Evolving disassociation and convergences of syntax and meaning pulse throughout, particularly in Matt Mullican’s overlarge maze Untitled (Learning from That Person’s Work: Room 1) (2005). Accompanying wall text premises, “Since 1977, Mullican has been working under hypnosis, which he considers a way of breaking the patterns of everyday life…In this altered state, Mullican becomes someone he refers to as ‘that person’: an ageless, genderless being that is a passenger inhabiting his body.” Panels of cotton sheets are stretched between approximately seven-foot high wooden poles, populated by grocery lists, number sequences, and a strained, strange intimacy with a faceless other. Also present is an old school television on the floor in a corner, which shows a loop of a draining bathtub, over which we hear Mullican, allegedly as “that person”, mumbling incoherently along with the gurgling of the water.

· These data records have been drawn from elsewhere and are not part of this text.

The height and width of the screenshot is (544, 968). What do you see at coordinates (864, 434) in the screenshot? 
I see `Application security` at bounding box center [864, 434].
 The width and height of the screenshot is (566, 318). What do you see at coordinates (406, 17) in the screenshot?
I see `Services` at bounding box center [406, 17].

The work is a peephole into another’s internal life, crashing up against its own barriers, once removed through a sustained technique of hypnosis.

 

The other work in the gallery, including Hanne Darboven, Simryn Gill, Liz Deschenes, and Emily Roysdon, among others, seems to ripple outwards and answer back to Mullican’s Freudian splash and Ruppersberg’s painstaking grandstand. Where all of this work leaves us, as viewers, is in a slow circumambulation, from one site to another. The motivations for understanding diverge and reappear, the physicality of each piece teasing us to get it. When legible, the text incorporated into each work seems to bubble with secrets, promises of alternate realities. What every work in the exhibition says explicitly, however, is try again, come back. Once is not enough.

 

Sites of Reason is a challenging exegesis on a cliché Post-Modernist lesson, which Stein was working on a century ago; meanings, as prescribed by language, are neither stable nor permanent. Most importantly, they are always user-driven, and can be dismantled or created as we go along.

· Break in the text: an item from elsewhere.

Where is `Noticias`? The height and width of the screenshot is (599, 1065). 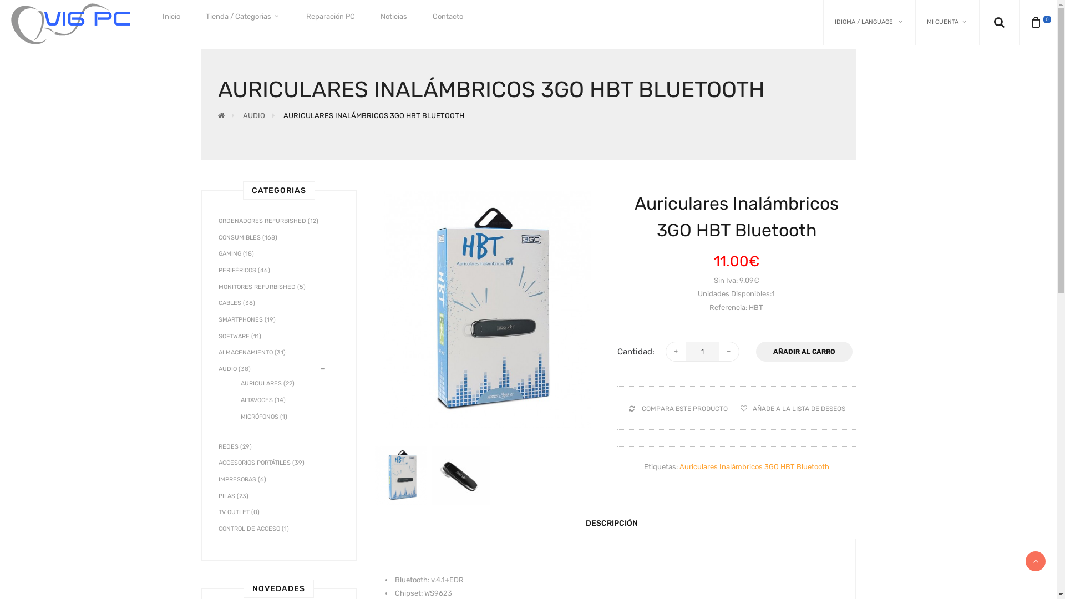 Noticias is located at coordinates (394, 17).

Charles Gaines. Manifestos 2. 2013. Four-channel video and four graphite drawings on Rising Barrier Paper. Overall dimensions variable. Acquired through the generosity of Jill Kraus, Jerry Speyer and Katherine Farley. © 2014 Charles Gaines. Photograph © 2014 The Museum of Modern Art, New York. Photograph: Thomas Griesel

Sites of Reason

June 11–September 28, 2014

www.moma.org/visit/calendar/exhibitions/1480

The Museum of Modern Art

11 West 53 Street

New York, NY 10019-5497

(212) 708-9400

From the Website:

The title of this exhibition is adapted from the phrase “the sight of a reason,” a line in Gertrude Stein's groundbreaking prose work Tender Buttons (1914). In her collection of “portraits” of everyday phenomena, Stein employed experimental syntax to free language from established usage and to “create a word relationship between the word and the things seen.” Sites of Reason: A Selection of Recent Acquisitions begins with an ongoing work by the Los Angeles–based artist Eve Fowler (American, b. 1964), which appropriates phrases from Tender Buttons and Stein's How to Write (1931) in commercially printed posters originally intended for public display—for instance, stapled to telephone poles or fences. Stein’s probing of the correlation between language and the physical world—and Fowler’s act of recontextualization—exemplify a set of concerns shared by the works presented here.

 

The exhibition brings together recently acquired works by two generations of contemporary artists, including Sol LeWitt, Richard Serra with Nancy Holt, Allen Ruppersberg, Seth Price, Simryn Gill, Liz Deschenes, Charles Gaines, Emily Roysdon, Matt Mullican, Hanne Darboven, and Peter Downsbrough. These works engage subtle visual vocabularies to consider image, text, gesture, voice—and hybrids of these—as sites of exchange between aesthetic, ideological, and social systems. As processes of visual and narrative reading coalesce, questions emerge about the assumed role of the artist as singular author and how the migration of information across a range of forms multiplies, or dissolves, its meaning.